Dear John and podyperson. The Greater Union centre built on the site after the Paramount’s demolition was indeed separate to the neighbouring Hoyts complex. The Greater Union Centre opened with four screens, later expanding to six by slicing a cinema in half and fitting out a basement space where one had to navigate pillars for an unobstructed view of the screen! It was several years later that the Hoyts, Greater Union and Village Complex were joined through a labyrinth of passage ways and remodeled cinema spaces.
I am certain the staircase and foyer seen in the second photo are the King’s Chatswood, not the Arcadia. The short flight of four steps leading up to the auditorium floor level; the island ticket box (can just see one corner of it in the picture); the rectangular pillar at the base of the stairs plus the stairs doing a right angle turn to the left are clear indicators. I did a job at the Kings in Chatswood just a year before it was demolished and became very familiar with the space.
Just received this information from the unidentified donor of the restored curtain…
“When the proscenium was widened (to accommodate Cinemascope projection), the height was lowered considerably so as to take a new steel beam to cross the greater width. A completely new, and very plain, blue curtain was installed, without the old valance or any decoration on it at all.” That curtain remained until the 1990s. The new proscenium and curtain have reinstated the original proportions of 1928.
The Barclay continued to run films into the 1980s. One of the last was a reissue of ‘Gone With The Wind’. It was looking very tired in its last few years. Around 1984 it closed for good when the Greater Union Orgainization built a new multiplex a few blocks up the road on the site of the former Rapallo and Paramount theatres.
A video postcard from a cinema / theatre still in the midst of being renovated. Another of the surviving Kaberry & Chard cinemas, common through the states of regional New South Wales and Victoria in the 1920s and 1930s.
Dear John and podyperson. The Greater Union centre built on the site after the Paramount’s demolition was indeed separate to the neighbouring Hoyts complex. The Greater Union Centre opened with four screens, later expanding to six by slicing a cinema in half and fitting out a basement space where one had to navigate pillars for an unobstructed view of the screen! It was several years later that the Hoyts, Greater Union and Village Complex were joined through a labyrinth of passage ways and remodeled cinema spaces.
I am certain the staircase and foyer seen in the second photo are the King’s Chatswood, not the Arcadia. The short flight of four steps leading up to the auditorium floor level; the island ticket box (can just see one corner of it in the picture); the rectangular pillar at the base of the stairs plus the stairs doing a right angle turn to the left are clear indicators. I did a job at the Kings in Chatswood just a year before it was demolished and became very familiar with the space.
Just received this information from the unidentified donor of the restored curtain… “When the proscenium was widened (to accommodate Cinemascope projection), the height was lowered considerably so as to take a new steel beam to cross the greater width. A completely new, and very plain, blue curtain was installed, without the old valance or any decoration on it at all.” That curtain remained until the 1990s. The new proscenium and curtain have reinstated the original proportions of 1928.
The Barclay continued to run films into the 1980s. One of the last was a reissue of ‘Gone With The Wind’. It was looking very tired in its last few years. Around 1984 it closed for good when the Greater Union Orgainization built a new multiplex a few blocks up the road on the site of the former Rapallo and Paramount theatres.
A video postcard from a cinema / theatre still in the midst of being renovated. Another of the surviving Kaberry & Chard cinemas, common through the states of regional New South Wales and Victoria in the 1920s and 1930s.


* **Exercise requirements**: Return, word for word, only the lines of the data below that lie between the line with "The height and width of the screenshot is (571, 1484)." and the line with "Image resolution: width=1101", those two lines included.

____

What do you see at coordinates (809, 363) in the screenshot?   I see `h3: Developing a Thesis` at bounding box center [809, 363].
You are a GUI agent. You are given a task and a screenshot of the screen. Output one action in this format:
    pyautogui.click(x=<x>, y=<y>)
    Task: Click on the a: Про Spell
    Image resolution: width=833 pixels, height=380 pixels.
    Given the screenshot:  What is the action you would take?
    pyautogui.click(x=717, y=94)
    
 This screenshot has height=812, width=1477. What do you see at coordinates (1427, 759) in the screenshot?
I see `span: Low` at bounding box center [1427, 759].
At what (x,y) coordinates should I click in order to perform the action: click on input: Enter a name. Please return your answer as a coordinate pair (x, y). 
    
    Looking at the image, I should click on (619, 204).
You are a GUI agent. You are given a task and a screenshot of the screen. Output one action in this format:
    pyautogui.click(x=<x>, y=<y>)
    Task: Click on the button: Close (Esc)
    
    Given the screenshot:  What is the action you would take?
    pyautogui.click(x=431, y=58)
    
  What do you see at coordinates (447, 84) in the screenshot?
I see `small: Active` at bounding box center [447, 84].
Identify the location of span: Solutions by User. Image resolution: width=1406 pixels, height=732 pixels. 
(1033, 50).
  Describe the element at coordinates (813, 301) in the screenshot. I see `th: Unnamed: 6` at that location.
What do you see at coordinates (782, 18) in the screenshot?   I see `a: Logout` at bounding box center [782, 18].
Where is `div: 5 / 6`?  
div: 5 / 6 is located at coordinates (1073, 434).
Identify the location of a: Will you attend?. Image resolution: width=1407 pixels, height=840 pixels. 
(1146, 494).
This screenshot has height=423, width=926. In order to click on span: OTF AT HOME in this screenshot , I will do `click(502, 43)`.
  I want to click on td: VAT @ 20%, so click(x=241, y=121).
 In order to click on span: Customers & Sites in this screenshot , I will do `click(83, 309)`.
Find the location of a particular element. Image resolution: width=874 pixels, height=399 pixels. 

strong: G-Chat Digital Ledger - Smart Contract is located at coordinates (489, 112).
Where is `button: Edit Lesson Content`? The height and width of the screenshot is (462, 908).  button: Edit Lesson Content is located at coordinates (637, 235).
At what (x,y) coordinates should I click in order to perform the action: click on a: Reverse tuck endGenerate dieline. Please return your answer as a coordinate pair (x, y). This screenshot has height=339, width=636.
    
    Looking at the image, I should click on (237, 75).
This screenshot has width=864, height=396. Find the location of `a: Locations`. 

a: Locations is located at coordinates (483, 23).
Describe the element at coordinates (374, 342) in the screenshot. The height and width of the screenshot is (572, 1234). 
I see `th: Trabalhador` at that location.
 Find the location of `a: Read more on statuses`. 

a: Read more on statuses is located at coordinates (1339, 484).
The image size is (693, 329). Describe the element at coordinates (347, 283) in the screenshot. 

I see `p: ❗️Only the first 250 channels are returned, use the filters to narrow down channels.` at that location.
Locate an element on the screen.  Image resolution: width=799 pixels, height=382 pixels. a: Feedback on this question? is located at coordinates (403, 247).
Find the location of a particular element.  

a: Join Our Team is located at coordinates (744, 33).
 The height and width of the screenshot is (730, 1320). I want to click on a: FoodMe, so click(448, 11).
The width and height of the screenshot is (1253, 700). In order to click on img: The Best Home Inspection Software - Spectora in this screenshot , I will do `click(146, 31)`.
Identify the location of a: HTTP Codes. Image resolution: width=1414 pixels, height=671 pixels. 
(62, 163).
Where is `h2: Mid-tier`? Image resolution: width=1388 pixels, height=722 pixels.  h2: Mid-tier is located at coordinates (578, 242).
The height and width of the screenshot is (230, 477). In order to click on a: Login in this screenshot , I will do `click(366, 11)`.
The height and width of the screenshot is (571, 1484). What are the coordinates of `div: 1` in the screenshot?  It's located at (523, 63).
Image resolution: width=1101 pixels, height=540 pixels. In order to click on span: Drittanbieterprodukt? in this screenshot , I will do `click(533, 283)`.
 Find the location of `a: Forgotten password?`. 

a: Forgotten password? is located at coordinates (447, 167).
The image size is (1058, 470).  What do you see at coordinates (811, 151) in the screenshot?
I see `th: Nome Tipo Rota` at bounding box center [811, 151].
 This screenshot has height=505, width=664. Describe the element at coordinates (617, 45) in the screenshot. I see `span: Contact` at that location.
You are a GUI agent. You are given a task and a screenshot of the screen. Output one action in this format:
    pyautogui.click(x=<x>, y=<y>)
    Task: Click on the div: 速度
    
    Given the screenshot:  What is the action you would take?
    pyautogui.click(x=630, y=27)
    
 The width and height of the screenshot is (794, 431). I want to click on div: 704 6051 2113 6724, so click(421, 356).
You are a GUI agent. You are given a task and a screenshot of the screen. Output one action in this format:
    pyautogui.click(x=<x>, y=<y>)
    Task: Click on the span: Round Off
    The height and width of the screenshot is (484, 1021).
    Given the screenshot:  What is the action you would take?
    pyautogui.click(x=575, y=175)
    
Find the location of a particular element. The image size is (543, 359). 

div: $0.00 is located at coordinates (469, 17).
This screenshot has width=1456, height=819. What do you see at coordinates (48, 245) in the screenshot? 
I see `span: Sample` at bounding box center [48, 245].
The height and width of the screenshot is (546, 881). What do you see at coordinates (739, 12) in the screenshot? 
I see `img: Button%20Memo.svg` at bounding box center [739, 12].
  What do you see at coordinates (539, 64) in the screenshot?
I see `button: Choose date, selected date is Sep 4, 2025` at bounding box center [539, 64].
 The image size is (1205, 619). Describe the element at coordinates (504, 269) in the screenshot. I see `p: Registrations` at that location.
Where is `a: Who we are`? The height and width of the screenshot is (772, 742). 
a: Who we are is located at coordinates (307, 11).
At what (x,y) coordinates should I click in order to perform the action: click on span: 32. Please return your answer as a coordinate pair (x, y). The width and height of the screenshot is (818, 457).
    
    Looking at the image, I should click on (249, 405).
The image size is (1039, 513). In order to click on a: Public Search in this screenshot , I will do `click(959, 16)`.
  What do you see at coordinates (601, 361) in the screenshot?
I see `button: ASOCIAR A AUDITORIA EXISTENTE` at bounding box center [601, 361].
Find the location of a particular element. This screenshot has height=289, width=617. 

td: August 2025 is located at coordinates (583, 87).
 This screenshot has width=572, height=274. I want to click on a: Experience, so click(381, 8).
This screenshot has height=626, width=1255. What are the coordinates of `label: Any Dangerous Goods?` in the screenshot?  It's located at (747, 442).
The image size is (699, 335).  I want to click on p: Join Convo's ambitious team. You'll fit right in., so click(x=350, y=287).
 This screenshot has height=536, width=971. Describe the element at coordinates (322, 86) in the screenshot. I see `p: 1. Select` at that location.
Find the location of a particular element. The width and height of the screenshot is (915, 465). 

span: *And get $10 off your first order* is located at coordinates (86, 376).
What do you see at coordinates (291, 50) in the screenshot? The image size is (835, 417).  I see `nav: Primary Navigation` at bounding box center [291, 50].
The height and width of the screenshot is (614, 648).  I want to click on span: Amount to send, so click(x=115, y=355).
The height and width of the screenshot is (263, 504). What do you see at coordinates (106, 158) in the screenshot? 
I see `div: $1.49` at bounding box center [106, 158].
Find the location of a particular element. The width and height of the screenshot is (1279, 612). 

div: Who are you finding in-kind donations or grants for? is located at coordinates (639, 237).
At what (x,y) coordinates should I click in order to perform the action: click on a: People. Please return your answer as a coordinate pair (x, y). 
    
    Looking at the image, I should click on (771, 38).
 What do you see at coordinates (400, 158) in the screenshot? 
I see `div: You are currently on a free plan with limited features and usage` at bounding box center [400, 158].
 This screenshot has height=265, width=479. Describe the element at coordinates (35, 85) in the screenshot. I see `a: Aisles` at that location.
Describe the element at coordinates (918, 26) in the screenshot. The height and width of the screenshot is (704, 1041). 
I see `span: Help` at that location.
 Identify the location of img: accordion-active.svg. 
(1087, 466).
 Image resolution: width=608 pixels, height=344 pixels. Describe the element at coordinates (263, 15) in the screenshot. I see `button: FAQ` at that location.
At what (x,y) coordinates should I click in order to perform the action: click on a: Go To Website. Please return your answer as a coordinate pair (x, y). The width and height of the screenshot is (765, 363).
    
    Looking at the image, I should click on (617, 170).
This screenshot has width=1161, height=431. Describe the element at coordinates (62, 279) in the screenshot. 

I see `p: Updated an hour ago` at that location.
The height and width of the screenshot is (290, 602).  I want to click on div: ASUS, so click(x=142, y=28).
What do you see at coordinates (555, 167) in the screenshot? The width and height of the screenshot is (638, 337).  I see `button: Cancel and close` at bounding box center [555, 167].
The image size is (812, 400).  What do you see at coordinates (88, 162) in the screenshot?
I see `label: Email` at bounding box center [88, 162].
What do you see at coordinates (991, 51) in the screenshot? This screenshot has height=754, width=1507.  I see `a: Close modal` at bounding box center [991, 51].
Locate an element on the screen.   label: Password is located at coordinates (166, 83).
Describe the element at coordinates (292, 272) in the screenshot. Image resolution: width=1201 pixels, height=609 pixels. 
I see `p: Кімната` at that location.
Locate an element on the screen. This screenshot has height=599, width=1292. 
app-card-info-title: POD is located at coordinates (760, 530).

____

* **Your response**:
The height and width of the screenshot is (571, 1484). What are the coordinates of `div: 1` in the screenshot?  It's located at (523, 63).
Image resolution: width=1101 pixels, height=540 pixels. In order to click on span: Drittanbieterprodukt? in this screenshot , I will do `click(533, 283)`.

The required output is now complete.